Andre Stone and Ariana Escalante continue our comprehensive coverage of CES 2021 by chatting Reggie Watts, famed comedian and leader of the house band for The Late Late Show with James Corden. He joins the show to talk tech, social media, and what he looks forward to as we head into 2021.

Watts isn’t simply a musician or comedian — he’s an innovator in the field of music technology through his app.

“WattsApp was the result of me getting a little bored of the way that social media looks and functions — particularly with Instagram. I wanted something that didn’t track people,” he says. “A clean place for fans to go that wouldn’t get bombarded [by] targeted advertising.”

The app functions as Watts’s own social media hub/media network where he posts content, as well as runs a store where he sells his old electronics. It doesn’t cost anything (except for what he sells in the store), and Watts hopes it can serve as a template for other artists.

“At least in my circles [of musicians and performers], we’re tired of using other peoples’ platforms,” he says. “You can still make a website, but apps are really the way people interact with things.” The app is “a way to decentralize” and “put power back in the hands of the artist and directly to their fans.”

In Watts’s case, technology isn’t just for work and fans. He has both an Xbox Series X and a Playstation 5. “I’m more of an Xbox cat, I have to say,” he admits. “Although I will say it: I’m coming around to the PS5. The controllers are really great. It’s a really good experience.” But, he adds, “I’m just so used to Xbox. The Series X is awesome.”

His show, The Late Late Show, was one of the first talk shows to move to a studio setting, but this past year was full of shows and performances that were all virtual. “That’s been pretty exciting,” Watts says.

At one point, he and a friend built a setup that allowed him to appear as a hologram in real time to perform a concert of his music in a virtual environment, he says. He also appreciated the efforts of a famous comedy club “that built a wall of monitors in a semicircle, and you stand in front of the semicircle and you see all the people who have tuned in — so you’ve got like 60 people” on different screens and monitors while you’re on a stage holding a microphone. Stand-up comedians like Sarah Silverman and Chelsea Peretti have performed this past year at that virtual club. “That was the closest to a live performance,” he says.

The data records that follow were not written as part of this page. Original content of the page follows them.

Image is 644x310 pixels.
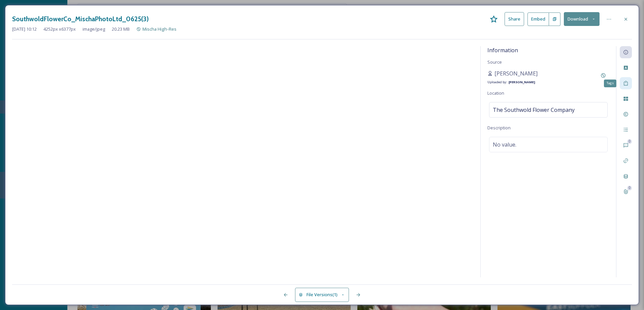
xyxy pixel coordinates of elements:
span: The Southwold Flower Company [493,106,575,114]
button: File Versions(1) [295,288,349,302]
button: Share [505,12,524,26]
button: Download [564,12,599,26]
strong: [PERSON_NAME] [509,80,535,84]
span: 20.23 MB [112,26,130,33]
div: 0 [627,186,632,191]
span: Description [488,125,511,131]
img: ESC_place%20branding_0625_L1160025_high%20res.jpg [12,47,474,278]
span: Information [488,47,518,54]
span: Source [488,59,502,65]
span: 4252 px x 6377 px [44,26,76,33]
span: image/jpeg [83,26,105,33]
div: 0 [627,139,632,144]
button: Embed [528,13,549,26]
span: No value. [493,140,516,148]
span: Location [488,90,504,96]
span: [PERSON_NAME] [495,69,538,78]
span: Uploaded by: [488,80,507,84]
div: Tags [604,80,616,87]
span: Mischa High-Res [142,26,176,32]
span: [DATE] 10:12 [12,26,37,33]
h3: SouthwoldFlowerCo_MischaPhotoLtd_0625(3) [12,14,149,24]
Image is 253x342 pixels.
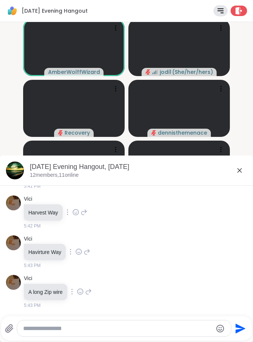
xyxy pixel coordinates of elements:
span: audio-muted [58,130,63,135]
span: Recovery [65,129,90,136]
span: jodi1 [160,68,171,76]
span: 5:41 PM [24,183,41,189]
a: Vici [24,195,32,203]
span: AmberWolffWizard [48,68,100,76]
span: 5:43 PM [24,262,41,269]
a: Vici [24,235,32,243]
span: dennisthemenace [158,129,207,136]
img: Tuesday Evening Hangout, Oct 07 [6,161,24,179]
span: audio-muted [145,69,151,75]
span: 5:42 PM [24,223,41,229]
a: Vici [24,275,32,282]
p: Harvest Way [28,209,58,216]
img: https://sharewell-space-live.sfo3.digitaloceanspaces.com/user-generated/9f3a56fe-d162-402e-87a9-e... [6,235,21,250]
div: [DATE] Evening Hangout, [DATE] [30,162,247,172]
img: ShareWell Logomark [6,4,19,17]
span: ( She/her/hers ) [172,68,213,76]
span: 5:43 PM [24,302,41,309]
img: https://sharewell-space-live.sfo3.digitaloceanspaces.com/user-generated/9f3a56fe-d162-402e-87a9-e... [6,275,21,290]
p: 12 members, 11 online [30,172,79,179]
img: https://sharewell-space-live.sfo3.digitaloceanspaces.com/user-generated/9f3a56fe-d162-402e-87a9-e... [6,195,21,210]
p: A long Zip wire [28,288,63,296]
p: Havirture Way [28,248,61,256]
span: audio-muted [151,130,156,135]
span: [DATE] Evening Hangout [22,7,88,15]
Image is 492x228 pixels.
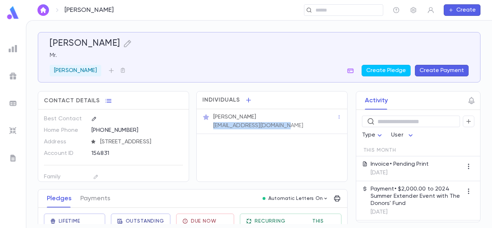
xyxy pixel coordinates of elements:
button: Create [444,4,480,16]
button: Create Payment [415,65,468,76]
div: User [391,128,415,142]
p: Home Phone [44,125,85,136]
button: Create Pledge [361,65,410,76]
span: [STREET_ADDRESS] [97,138,184,145]
p: Account ID [44,148,85,159]
img: logo [6,6,20,20]
button: Payments [80,189,110,207]
p: [DATE] [370,208,463,216]
span: Individuals [202,96,240,104]
p: [EMAIL_ADDRESS][DOMAIN_NAME] [213,122,303,129]
span: Due Now [191,218,216,224]
img: reports_grey.c525e4749d1bce6a11f5fe2a8de1b229.svg [9,44,17,53]
img: batches_grey.339ca447c9d9533ef1741baa751efc33.svg [9,99,17,108]
div: [PERSON_NAME] [50,65,101,76]
span: Outstanding [126,218,164,224]
span: Contact Details [44,97,100,104]
p: Mr. [50,52,468,59]
img: home_white.a664292cf8c1dea59945f0da9f25487c.svg [39,7,48,13]
img: letters_grey.7941b92b52307dd3b8a917253454ce1c.svg [9,154,17,162]
p: Automatic Letters On [268,195,323,201]
p: Best Contact [44,113,85,125]
button: Activity [365,91,388,109]
img: imports_grey.530a8a0e642e233f2baf0ef88e8c9fcb.svg [9,126,17,135]
span: User [391,132,403,138]
p: [PERSON_NAME] [54,67,97,74]
p: [PERSON_NAME] [64,6,114,14]
div: [PHONE_NUMBER] [91,125,183,135]
p: Invoice • Pending Print [370,161,429,168]
span: Type [362,132,376,138]
button: Pledges [47,189,72,207]
button: Automatic Letters On [260,193,332,203]
h5: [PERSON_NAME] [50,38,120,49]
div: 154831 [91,148,165,158]
img: campaigns_grey.99e729a5f7ee94e3726e6486bddda8f1.svg [9,72,17,80]
p: [DATE] [370,169,429,176]
p: Payment • $2,000.00 to 2024 Summer Extender Event with The Donors' Fund [370,185,463,207]
div: Type [362,128,384,142]
p: Address [44,136,85,148]
span: This Month [363,147,396,153]
p: [PERSON_NAME] [213,113,256,121]
p: Family [44,171,85,183]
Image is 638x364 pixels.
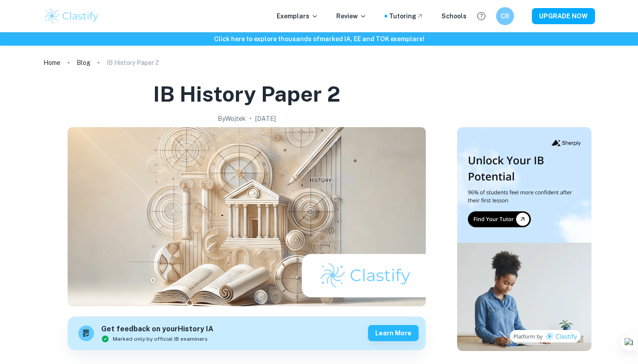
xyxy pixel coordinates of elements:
[113,335,208,343] span: Marked only by official IB examiners
[2,34,637,44] h6: Click here to explore thousands of marked IA, EE and TOK exemplars !
[68,316,426,350] a: Get feedback on yourHistory IAMarked only by official IB examinersLearn more
[101,323,214,335] h6: Get feedback on your History IA
[43,7,100,25] img: Clastify logo
[249,114,252,123] p: •
[153,79,341,108] h1: IB History Paper 2
[43,56,61,69] a: Home
[474,9,489,24] button: Help and Feedback
[497,7,514,25] button: CR
[441,11,466,21] a: Schools
[218,114,246,123] h2: By Wojtek
[368,325,419,341] button: Learn more
[336,11,367,21] p: Review
[277,11,319,21] p: Exemplars
[106,58,159,68] p: IB History Paper 2
[76,56,91,69] a: Blog
[532,8,595,24] button: UPGRADE NOW
[255,114,276,123] h2: [DATE]
[389,11,424,21] a: Tutoring
[457,127,592,351] img: Thumbnail
[68,127,426,306] img: IB History Paper 2 cover image
[500,11,510,21] h6: CR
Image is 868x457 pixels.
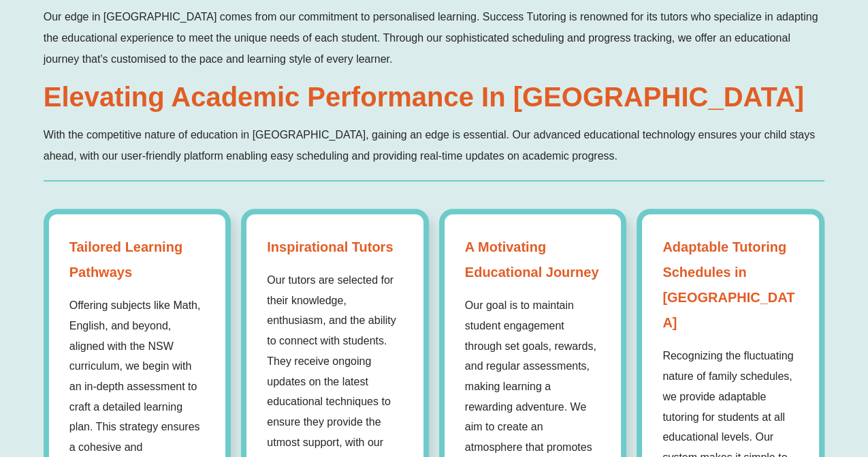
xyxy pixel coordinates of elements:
p: With the competitive nature of education in [GEOGRAPHIC_DATA], gaining an edge is essential. Our ... [44,124,825,166]
h2: Elevating Academic Performance in [GEOGRAPHIC_DATA] [44,84,825,111]
strong: Tailored Learning Pathways [70,234,206,285]
strong: Adaptable Tutoring Schedules in [GEOGRAPHIC_DATA] [663,234,799,336]
strong: Inspirational Tutors [267,234,403,260]
strong: A Motivating Educational Journey [465,234,602,285]
p: Our edge in [GEOGRAPHIC_DATA] comes from our commitment to personalised learning. Success Tutorin... [44,7,825,70]
iframe: Chat Widget [641,304,868,457]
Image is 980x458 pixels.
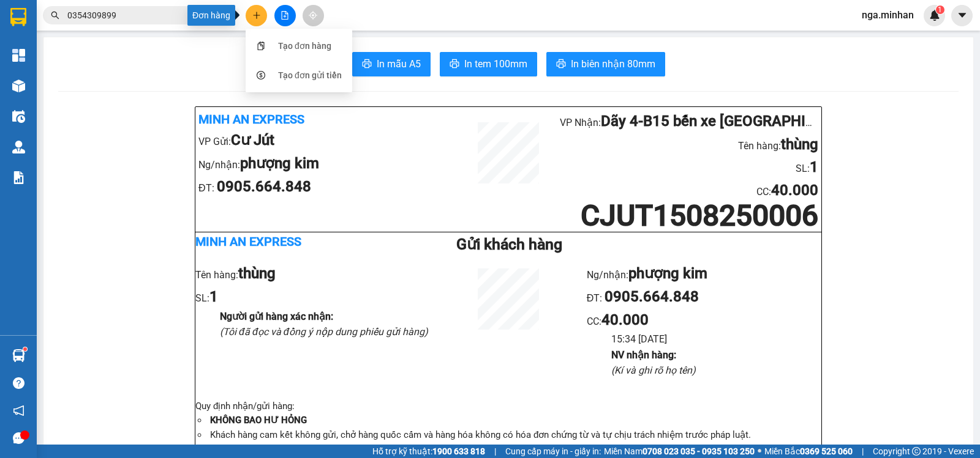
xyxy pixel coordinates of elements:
span: : [599,316,648,328]
span: In biên nhận 80mm [571,57,656,71]
b: Gửi khách hàng [457,235,563,254]
li: Khách hàng cam kết không gửi, chở hàng quốc cấm và hàng hóa không có hóa đơn chứng từ và tự chịu ... [207,429,822,443]
button: plus [246,5,268,26]
li: ĐT: [198,176,457,199]
button: printerIn biên nhận 80mm [546,52,666,77]
span: printer [556,58,566,70]
span: 1 [938,5,943,14]
button: printerIn tem 100mm [440,52,537,77]
sup: 1 [23,348,27,351]
b: 0905.664.848 [216,178,311,195]
img: dashboard-icon [12,49,26,62]
ul: CC [587,263,822,379]
sup: 1 [936,5,945,14]
span: : [769,186,818,198]
strong: 1900 633 818 [433,447,485,456]
span: ⚪️ [758,449,762,454]
strong: 0708 023 035 - 0935 103 250 [643,447,755,456]
input: Tìm tên, số ĐT hoặc mã đơn [68,8,212,22]
b: Cư Jút [231,131,275,149]
li: 15:34 [DATE] [612,332,822,347]
img: warehouse-icon [12,349,26,362]
span: Miền Bắc [764,445,853,458]
b: phượng kim [628,265,708,282]
b: 40.000 [772,182,818,199]
li: SL: [560,156,818,180]
li: VP Gửi: [198,130,457,152]
img: icon-new-feature [930,10,941,21]
button: aim [302,5,324,26]
span: In mẫu A5 [377,57,421,71]
span: search [51,11,59,19]
b: Dãy 4-B15 bến xe [GEOGRAPHIC_DATA] [601,112,864,130]
span: question-circle [13,378,25,390]
b: Minh An Express [195,234,301,249]
strong: 0369 525 060 [800,447,853,456]
li: Hàng gửi quá 07 ngày không đến nhận thì công ty không chịu trách nhiệm khi thất lạc. [207,443,822,458]
b: Minh An Express [198,112,304,127]
span: In tem 100mm [465,57,528,71]
img: logo-vxr [10,8,26,26]
li: Ng/nhận: [587,263,822,286]
li: Tên hàng: [195,263,430,286]
li: SL: [195,286,430,309]
b: NV nhận hàng : [612,349,677,361]
img: solution-icon [12,172,26,184]
span: notification [13,405,25,417]
li: Ng/nhận: [198,152,457,176]
h1: CJUT1508250006 [560,203,818,229]
span: Miền Nam [604,445,755,458]
i: (Tôi đã đọc và đồng ý nộp dung phiếu gửi hàng) [220,327,428,338]
span: aim [309,11,318,19]
span: message [13,432,25,444]
li: Tên hàng: [560,133,818,157]
b: thùng [238,265,276,282]
li: VP Nhận: [560,110,818,133]
img: warehouse-icon [12,141,26,153]
span: close-circle [215,11,222,18]
li: CC [560,180,818,203]
span: close-circle [215,10,222,21]
span: | [862,445,864,458]
b: Người gửi hàng xác nhận : [220,311,333,323]
span: file-add [280,11,290,19]
span: Hỗ trợ kỹ thuật: [373,445,485,458]
b: 0905.664.848 [605,288,699,306]
b: 40.000 [602,311,648,328]
span: caret-down [957,10,968,21]
button: file-add [275,5,296,26]
span: Cung cấp máy in - giấy in: [505,445,601,458]
span: copyright [912,447,921,456]
span: | [494,445,496,458]
b: 1 [209,288,218,306]
b: phượng kim [240,155,320,172]
img: warehouse-icon [12,110,26,123]
strong: KHÔNG BAO HƯ HỎNG [210,415,307,426]
li: ĐT: [587,286,822,309]
span: printer [449,58,459,70]
span: plus [252,11,261,19]
b: thùng [781,136,818,153]
span: printer [362,58,372,70]
button: printerIn mẫu A5 [353,52,431,77]
span: nga.minhan [852,7,924,23]
b: 1 [810,159,818,176]
button: caret-down [952,5,973,26]
i: (Kí và ghi rõ họ tên) [612,365,696,377]
img: warehouse-icon [12,79,26,92]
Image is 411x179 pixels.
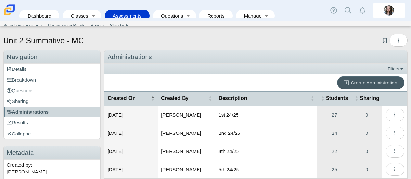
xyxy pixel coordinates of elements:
[360,95,379,102] span: Sharing
[7,120,28,126] span: Results
[3,12,16,18] a: Carmen School of Science & Technology
[208,95,212,102] span: Created By : Activate to sort
[239,10,262,22] a: Manage
[7,131,31,137] span: Collapse
[321,95,325,102] span: Students : Activate to sort
[7,53,38,60] span: Navigation
[351,106,383,124] a: Manage Sharing
[184,10,193,22] a: Toggle expanded
[390,34,408,47] button: More options
[318,142,351,160] a: View Participants
[3,3,16,17] img: Carmen School of Science & Technology
[3,35,84,46] h1: Unit 2 Summative - MC
[161,95,207,102] span: Created By
[45,21,88,31] a: Performance Bands
[4,85,100,96] a: Questions
[104,124,158,142] td: [DATE]
[337,76,404,89] a: Create Administration
[158,142,215,161] td: [PERSON_NAME]
[4,117,100,128] a: Results
[104,106,158,124] td: [DATE]
[158,124,215,142] td: [PERSON_NAME]
[384,5,394,16] img: emma.shaffer.oqibq1
[382,38,388,43] a: Add bookmark
[7,77,36,83] span: Breakdown
[4,146,100,160] h3: Metadata
[386,127,404,139] button: More options
[4,74,100,85] a: Breakdown
[216,124,318,142] td: 2nd 24/25
[318,161,351,179] a: View Participants
[151,95,155,102] span: Created On : Activate to invert sorting
[104,161,158,179] td: [DATE]
[216,106,318,124] td: 1st 24/25
[216,142,318,161] td: 4th 24/25
[156,10,184,22] a: Questions
[7,109,49,115] span: Administrations
[355,3,370,18] a: Alerts
[355,95,359,102] span: Sharing : Activate to sort
[351,124,383,142] a: Manage Sharing
[4,107,100,117] a: Administrations
[219,95,309,102] span: Description
[386,145,404,158] button: More options
[326,95,348,102] span: Students
[216,161,318,179] td: 5th 24/25
[1,21,45,31] a: Search Assessments
[351,80,398,86] span: Create Administration
[4,128,100,139] a: Collapse
[386,109,404,121] button: More options
[7,99,29,104] span: Sharing
[108,10,147,22] a: Assessments
[203,10,230,22] a: Reports
[158,161,215,179] td: [PERSON_NAME]
[104,50,408,64] div: Administrations
[318,106,351,124] a: View Participants
[7,66,27,72] span: Details
[318,124,351,142] a: View Participants
[4,96,100,107] a: Sharing
[386,66,406,72] a: Filters
[23,10,56,22] a: Dashboard
[262,10,271,22] a: Toggle expanded
[88,21,107,31] a: Rubrics
[66,10,89,22] a: Classes
[351,161,383,179] a: Manage Sharing
[373,3,405,18] a: emma.shaffer.oqibq1
[107,21,132,31] a: Standards
[104,142,158,161] td: [DATE]
[311,95,314,102] span: Description : Activate to sort
[4,64,100,74] a: Details
[4,160,100,177] div: Created by: [PERSON_NAME]
[386,163,404,176] button: More options
[7,88,34,93] span: Questions
[158,106,215,124] td: [PERSON_NAME]
[108,95,150,102] span: Created On
[351,142,383,160] a: Manage Sharing
[89,10,98,22] a: Toggle expanded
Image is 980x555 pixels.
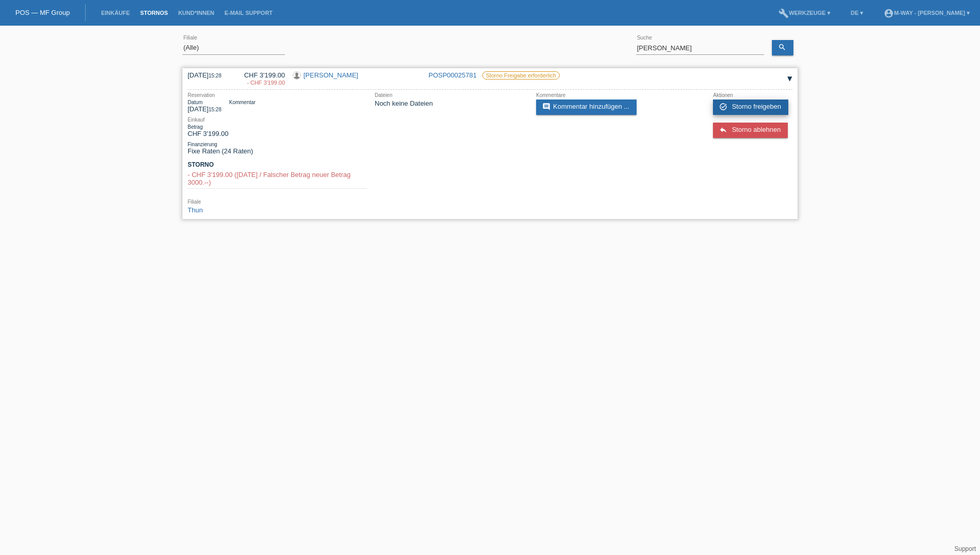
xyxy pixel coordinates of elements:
a: Thun [187,206,203,214]
a: Stornos [135,10,173,16]
div: Datum [187,99,221,105]
div: Betrag [187,124,228,130]
a: Einkäufe [96,10,135,16]
div: Finanzierung [187,142,367,147]
div: auf-/zuklappen [783,71,798,87]
div: Aktionen [713,92,793,98]
div: Reservation [187,92,367,98]
h3: Storno [187,161,367,169]
span: Storno freigeben [732,102,781,110]
a: POSP00025781 [429,71,477,79]
i: account_circle [884,9,894,19]
a: E-Mail Support [219,10,278,16]
a: [PERSON_NAME] [303,71,358,79]
div: 04.09.2025 / Falscher Betrag neuer Betrag 3000.-- [236,80,285,86]
a: Support [954,545,976,552]
i: comment [543,102,550,111]
div: Noch keine Dateien [375,99,529,107]
span: 15:28 [209,107,221,112]
div: Fixe Raten (24 Raten) [187,142,367,155]
span: Storno ablehnen [732,125,781,133]
a: search [772,40,793,56]
div: Filiale [187,199,367,204]
div: Dateien [375,92,529,98]
div: [DATE] [187,99,221,113]
div: CHF 3'199.00 [187,124,228,137]
a: account_circlem-way - [PERSON_NAME] ▾ [879,10,975,16]
span: 15:28 [209,73,221,78]
a: POS — MF Group [15,9,70,16]
div: [DATE] [187,71,228,79]
i: search [778,43,786,51]
label: Storno Freigabe erforderlich [482,71,560,80]
a: DE ▾ [846,10,869,16]
a: buildWerkzeuge ▾ [773,10,836,16]
a: Kund*innen [173,10,219,16]
div: CHF 3'199.00 [236,71,285,87]
a: reply Storno ablehnen [713,122,788,138]
div: Einkauf [187,117,367,122]
div: Kommentare [536,92,690,98]
i: reply [719,125,728,134]
div: - CHF 3'199.00 ([DATE] / Falscher Betrag neuer Betrag 3000.--) [187,171,367,186]
a: commentKommentar hinzufügen ... [536,99,637,115]
div: Kommentar [229,99,255,105]
i: build [779,9,789,19]
a: task_alt Storno freigeben [713,99,789,115]
i: task_alt [719,102,728,111]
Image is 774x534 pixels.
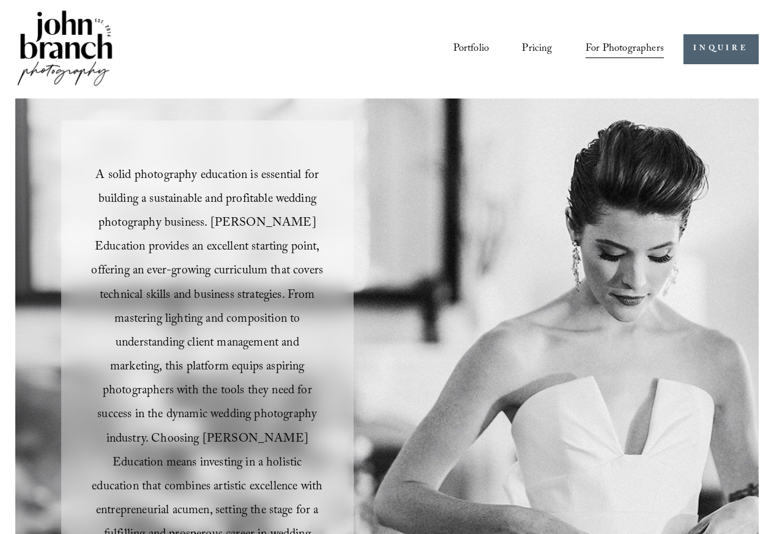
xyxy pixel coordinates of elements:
[683,34,759,64] a: INQUIRE
[15,8,114,91] img: John Branch IV Photography
[453,38,490,60] a: Portfolio
[522,38,552,60] a: Pricing
[586,38,664,60] a: folder dropdown
[586,39,664,59] span: For Photographers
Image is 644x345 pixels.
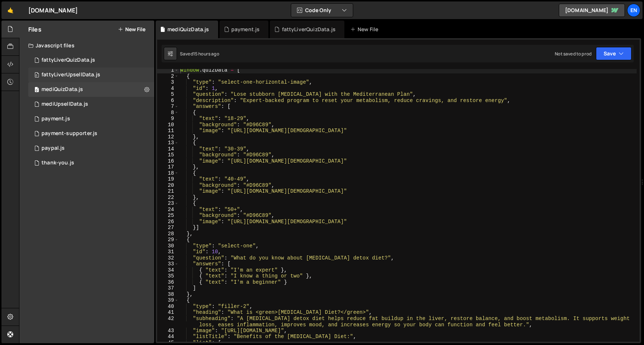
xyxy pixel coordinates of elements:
[35,73,39,79] span: 0
[627,4,640,17] a: En
[157,158,179,164] div: 16
[157,224,179,231] div: 27
[157,122,179,128] div: 10
[157,267,179,273] div: 34
[157,152,179,158] div: 15
[28,97,154,112] div: 16956/46701.js
[157,273,179,279] div: 35
[157,303,179,309] div: 40
[19,38,154,53] div: Javascript files
[157,255,179,261] div: 32
[28,53,154,67] div: 16956/46566.js
[291,4,353,17] button: Code Only
[28,25,42,33] h2: Files
[157,279,179,285] div: 36
[157,212,179,219] div: 25
[157,206,179,213] div: 24
[157,195,179,201] div: 22
[157,188,179,195] div: 21
[157,73,179,80] div: 2
[596,47,632,60] button: Save
[42,72,100,78] div: fattyLiverUpsellData.js
[28,67,154,82] div: 16956/46565.js
[157,134,179,140] div: 12
[157,170,179,176] div: 18
[28,112,154,126] div: 16956/46551.js
[42,101,88,107] div: mediUpsellData.js
[157,164,179,170] div: 17
[157,98,179,104] div: 6
[157,86,179,92] div: 4
[157,146,179,152] div: 14
[157,109,179,116] div: 8
[193,51,219,57] div: 15 hours ago
[559,4,625,17] a: [DOMAIN_NAME]
[157,201,179,206] div: 23
[42,160,74,166] div: thank-you.js
[282,26,335,33] div: fattyLiverQuizData.js
[42,130,97,137] div: payment-supporter.js
[42,57,95,64] div: fattyLiverQuizData.js
[35,87,39,93] span: 0
[180,51,219,57] div: Saved
[157,243,179,249] div: 30
[167,26,209,33] div: mediQuizData.js
[118,26,145,32] button: New File
[157,115,179,122] div: 9
[2,2,19,19] a: 🤙
[157,315,179,328] div: 42
[157,237,179,243] div: 29
[157,309,179,315] div: 41
[157,249,179,255] div: 31
[157,297,179,303] div: 39
[157,128,179,134] div: 11
[157,219,179,225] div: 26
[28,141,154,156] div: 16956/46550.js
[157,328,179,334] div: 43
[157,67,179,73] div: 1
[350,26,381,33] div: New File
[157,104,179,109] div: 7
[42,86,83,93] div: mediQuizData.js
[157,79,179,86] div: 3
[42,115,70,122] div: payment.js
[157,231,179,237] div: 28
[157,91,179,98] div: 5
[231,26,260,33] div: payment.js
[554,51,591,57] div: Not saved to prod
[157,261,179,267] div: 33
[157,176,179,182] div: 19
[157,182,179,189] div: 20
[157,285,179,291] div: 37
[28,82,154,97] div: 16956/46700.js
[28,6,78,15] div: [DOMAIN_NAME]
[157,334,179,340] div: 44
[42,145,65,151] div: paypal.js
[157,291,179,298] div: 38
[28,156,154,170] div: 16956/46524.js
[157,140,179,146] div: 13
[28,126,154,141] div: 16956/46552.js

“I was always interested in something I call ‘the Phy-gital Movement,’” he says, blending the words of “physical” and “digital.” That idea takes the “physical elements from our world and transcribes them digitally, using a volumetric camera in real time.” That’s what Watts hopes will continually develop even when quarantine isn’t a daily part of life. “The more we make digital more organic, and the more intuitive the way we interact with the real world,” the better, he says. “We want portals to go into amazing experiences … and we don’t always want to be engineers to do so.”